Usually the matching involves inductors and capacitors, but I had not tried resistor before. My question is whether adding a shunt resistance is recommended and will it degrade radiated power? A good or a bad move ?

thanks!
 

Hi spid3rx,

Matching like that, you would achieve that a transmitter would not see a reflected wave. But a part of power will be lost (both receiving and transmitting characteristics will be worse).
Instead, you can use standard matching techniques (e.g. quarter-wavelength line).
Regards

Z
 
Thanks Zorro,

Can you elaborate more on how the standard matching techniques? quarter-wavelength line ? do you mean by tuning the antenna length to
achieve quarter wavelength?
The BT antenna I have is ready made, the only thing left to do is just by using lump matching components.

thanks
 

In general, not a good thing. It introduces loss to the system and degrades NF and efficiency. Don't do it just for better matching.
 
Thanks cnm. New findings from my test, I tried to measure conducted power after the matching, it has been reduced with the resistance in place. Really not a wise move.

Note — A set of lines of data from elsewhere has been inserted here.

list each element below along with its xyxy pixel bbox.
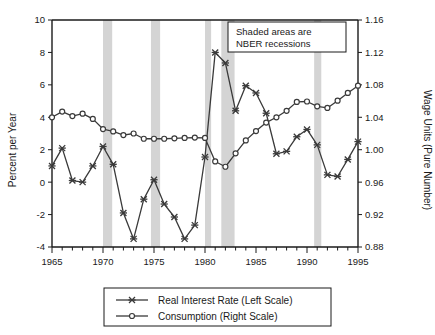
recession-band-3 <box>221 20 234 247</box>
datapoint-1-1967 <box>70 114 75 119</box>
datapoint-0-1990 <box>303 126 310 132</box>
annotation-line-2: NBER recessions <box>236 38 311 49</box>
x-ticklabel-5: 1990 <box>296 256 317 267</box>
datapoint-1-1966 <box>60 109 65 114</box>
datapoint-1-1978 <box>182 135 187 140</box>
datapoint-1-1984 <box>243 138 248 143</box>
datapoint-1-1965 <box>50 115 55 120</box>
datapoint-1-1979 <box>192 135 197 140</box>
y-left-ticklabel-7: 10 <box>34 14 45 25</box>
x-ticklabel-0: 1965 <box>41 256 62 267</box>
datapoint-1-1982 <box>223 164 228 169</box>
recession-band-2 <box>205 20 211 247</box>
datapoint-1-1987 <box>274 115 279 120</box>
datapoint-0-1978 <box>181 236 188 242</box>
legend-label-0: Real Interest Rate (Left Scale) <box>158 295 293 306</box>
y-left-ticklabel-4: 4 <box>40 112 45 123</box>
y-right-ticklabel-6: 1.12 <box>365 47 384 58</box>
y-right-ticklabel-2: 0.96 <box>365 177 384 188</box>
y-axis-left-ticks: -4-20246810 <box>34 14 52 252</box>
datapoint-1-1970 <box>101 127 106 132</box>
x-ticklabel-1: 1970 <box>92 256 113 267</box>
y-right-ticklabel-4: 1.04 <box>365 112 384 123</box>
y-left-ticklabel-3: 2 <box>40 144 45 155</box>
datapoint-0-1985 <box>252 90 259 96</box>
datapoint-0-1976 <box>161 201 168 207</box>
shaded-areas-annotation: Shaded areas are NBER recessions <box>228 22 346 52</box>
datapoint-1-1995 <box>356 83 361 88</box>
datapoint-0-1968 <box>79 179 86 185</box>
datapoint-0-1993 <box>334 173 341 179</box>
x-ticklabel-3: 1980 <box>194 256 215 267</box>
datapoint-1-1981 <box>213 159 218 164</box>
y-axis-left-title: Percent per Year <box>7 112 18 187</box>
x-ticklabel-2: 1975 <box>143 256 164 267</box>
datapoint-1-1993 <box>335 98 340 103</box>
datapoint-0-1992 <box>324 172 331 178</box>
datapoint-1-1969 <box>90 116 95 121</box>
datapoint-1-1991 <box>315 104 320 109</box>
x-axis-ticks: 1965197019751980198519901995 <box>41 247 368 267</box>
chart-canvas: -4-20246810 0.880.920.961.001.041.081.12… <box>0 0 435 335</box>
datapoint-0-1984 <box>242 83 249 89</box>
recession-band-0 <box>103 20 112 247</box>
datapoint-1-1994 <box>345 90 350 95</box>
datapoint-1-1988 <box>284 108 289 113</box>
datapoint-1-1977 <box>172 136 177 141</box>
y-left-ticklabel-1: -2 <box>37 209 45 220</box>
chart-legend: Real Interest Rate (Left Scale) Consumpt… <box>104 288 331 326</box>
y-right-ticklabel-7: 1.16 <box>365 14 384 25</box>
legend-marker-circle-icon <box>130 314 135 319</box>
y-left-ticklabel-5: 6 <box>40 79 45 90</box>
datapoint-0-1969 <box>89 163 96 169</box>
datapoint-1-1975 <box>152 136 157 141</box>
y-axis-right-ticks: 0.880.920.961.001.041.081.121.16 <box>358 14 384 252</box>
y-left-ticklabel-2: 0 <box>40 177 45 188</box>
y-axis-right-title: Wage Units (Pure Number) <box>422 90 433 210</box>
annotation-line-1: Shaded areas are <box>236 26 312 37</box>
y-left-ticklabel-0: -4 <box>37 241 45 252</box>
recession-band-4 <box>314 20 321 247</box>
datapoint-1-1985 <box>254 129 259 134</box>
y-right-ticklabel-0: 0.88 <box>365 241 384 252</box>
legend-label-1: Consumption (Right Scale) <box>158 311 278 322</box>
datapoint-1-1992 <box>325 105 330 110</box>
datapoint-1-1968 <box>80 111 85 116</box>
datapoint-1-1973 <box>131 131 136 136</box>
recession-band-1 <box>151 20 160 247</box>
datapoint-0-1989 <box>293 134 300 140</box>
datapoint-1-1983 <box>233 151 238 156</box>
datapoint-1-1976 <box>162 136 167 141</box>
datapoint-1-1974 <box>141 136 146 141</box>
figure-container: -4-20246810 0.880.920.961.001.041.081.12… <box>0 0 435 335</box>
legend-marker-1 <box>130 314 135 319</box>
datapoint-1-1990 <box>305 99 310 104</box>
x-ticklabel-4: 1985 <box>245 256 266 267</box>
datapoint-1-1986 <box>264 120 269 125</box>
datapoint-1-1972 <box>121 133 126 138</box>
datapoint-0-1977 <box>171 214 178 220</box>
y-left-ticklabel-6: 8 <box>40 47 45 58</box>
datapoint-1-1971 <box>111 129 116 134</box>
x-ticklabel-6: 1995 <box>347 256 368 267</box>
y-right-ticklabel-3: 1.00 <box>365 144 384 155</box>
datapoint-0-1994 <box>344 156 351 162</box>
y-right-ticklabel-1: 0.92 <box>365 209 384 220</box>
datapoint-0-1988 <box>283 148 290 154</box>
datapoint-1-1989 <box>294 99 299 104</box>
y-right-ticklabel-5: 1.08 <box>365 79 384 90</box>
datapoint-1-1980 <box>203 135 208 140</box>
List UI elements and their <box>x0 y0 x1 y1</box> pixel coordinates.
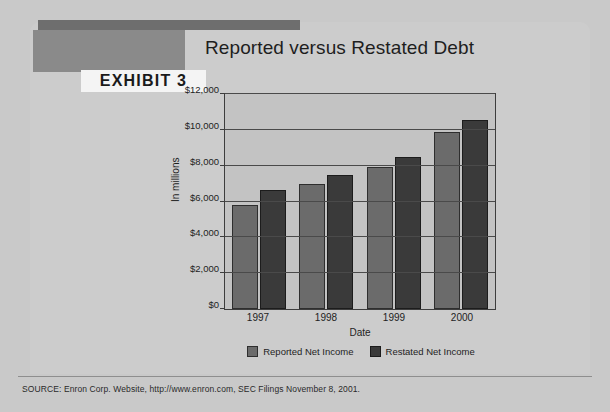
bar-group <box>229 94 288 309</box>
bar-restated <box>395 157 421 309</box>
gridline <box>225 93 495 94</box>
y-axis-tick-mark <box>220 201 225 202</box>
bar-reported <box>232 205 258 309</box>
x-axis-tick-label: 2000 <box>432 312 492 323</box>
gridline <box>225 236 495 237</box>
y-axis-tick-label: $12,000 <box>185 84 219 95</box>
bar-restated <box>260 190 286 309</box>
y-axis-tick-mark <box>220 236 225 237</box>
legend-swatch-icon <box>370 346 381 357</box>
exhibit-page: EXHIBIT 3 Reported versus Restated Debt … <box>0 0 610 412</box>
y-axis-tick-mark <box>220 93 225 94</box>
y-axis-tick-label: $8,000 <box>190 155 219 166</box>
x-axis-title: Date <box>224 327 496 338</box>
legend-swatch-icon <box>247 346 258 357</box>
plot-area: $0$2,000$4,000$6,000$8,000$10,000$12,000 <box>224 93 496 310</box>
y-axis-tick-mark <box>220 129 225 130</box>
y-axis-tick-label: $10,000 <box>185 119 219 130</box>
x-axis-tick-label: 1997 <box>228 312 288 323</box>
footer-divider <box>18 376 592 377</box>
bar-group <box>432 94 491 309</box>
y-axis-title: In millions <box>170 158 181 202</box>
gridline <box>225 272 495 273</box>
bar-reported <box>367 167 393 309</box>
chart-legend: Reported Net IncomeRestated Net Income <box>216 346 506 357</box>
y-axis-tick-label: $0 <box>208 299 219 310</box>
exhibit-badge-block: EXHIBIT 3 <box>33 30 185 72</box>
bar-groups <box>225 94 495 309</box>
y-axis-tick-mark <box>220 165 225 166</box>
gridline <box>225 165 495 166</box>
bar-restated <box>462 120 488 309</box>
legend-item[interactable]: Reported Net Income <box>247 346 353 357</box>
x-axis-tick-labels: 1997199819992000 <box>224 312 496 323</box>
y-axis-tick-label: $4,000 <box>190 227 219 238</box>
bar-reported <box>299 184 325 309</box>
bar-group <box>364 94 423 309</box>
y-axis-tick-label: $6,000 <box>190 191 219 202</box>
page-title: Reported versus Restated Debt <box>205 37 474 59</box>
exhibit-top-rule <box>38 20 300 30</box>
x-axis-tick-label: 1998 <box>296 312 356 323</box>
x-axis-tick-label: 1999 <box>364 312 424 323</box>
bar-restated <box>327 175 353 309</box>
gridline <box>225 201 495 202</box>
bar-group <box>297 94 356 309</box>
source-note: SOURCE: Enron Corp. Website, http://www.… <box>22 384 360 394</box>
legend-label: Restated Net Income <box>386 346 475 357</box>
y-axis-tick-label: $2,000 <box>190 263 219 274</box>
y-axis-tick-mark <box>220 308 225 309</box>
legend-label: Reported Net Income <box>263 346 353 357</box>
gridline <box>225 129 495 130</box>
legend-item[interactable]: Restated Net Income <box>370 346 475 357</box>
bar-reported <box>434 132 460 309</box>
bar-chart: In millions $0$2,000$4,000$6,000$8,000$1… <box>176 84 526 324</box>
y-axis-tick-mark <box>220 272 225 273</box>
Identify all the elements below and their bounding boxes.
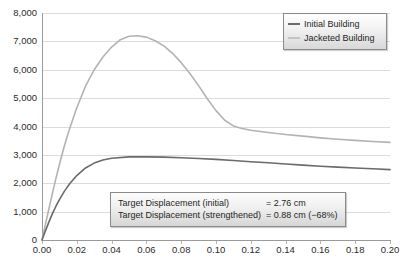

I also realized one thing, this time without resistor, the higher i place for series inductor matching, the higher the loss regardless of the matching that I observed through
the network analyzer, I found out that 2.7nH has less than 1dBm loss compared to 4.3nH in series respectively. Is this observation hold true when doing matching ???
any thoughts ?

thanks
 

Hi spid3rx,
Matching with lumped elements will improve the matching for sure but it aint guarentee efficient power transfer from source to antenna as mentioned above that u ll loose power across lumped elements.

For impedance matching in antennas,mostly transformers are used as they provide matching with no loss. Use quarter-wavelength transformer or their are other methods aswell mentioned in all microwave books. for example you can check Microwave engineering book by David.M pozar to have idea about these matching techniques.
/SC
 
Theoretically reactive matching circuits using LC components have very low losses.

What cannot be ignored is the Missmatch Loss:
Missmatch Loss[dB] = -10*LOG [1 – Γ²]

So, whatever no-loss matching components you use, always will be a loss in the circuit if you get reflections.
 
Can you elaborate more on how the standard matching techniques? quarter-wavelength line ? do you mean by tuning the antenna length to
achieve quarter wavelength?

If you connect a quarter-wave line to a load with impedance Z2, the impedance seen is Z1=Z0^2/Z2.
In your case, Z2 is near 81.25 ohms, so you can get the Z0 necessary (63.7 ohms) for getting z1=50 ohms.
Regards

Z
 
Hi,

You improve the VSWR but you decrease the efficiency. There is no free launch. But when VSWR and/or bandwidth is very important you can use it.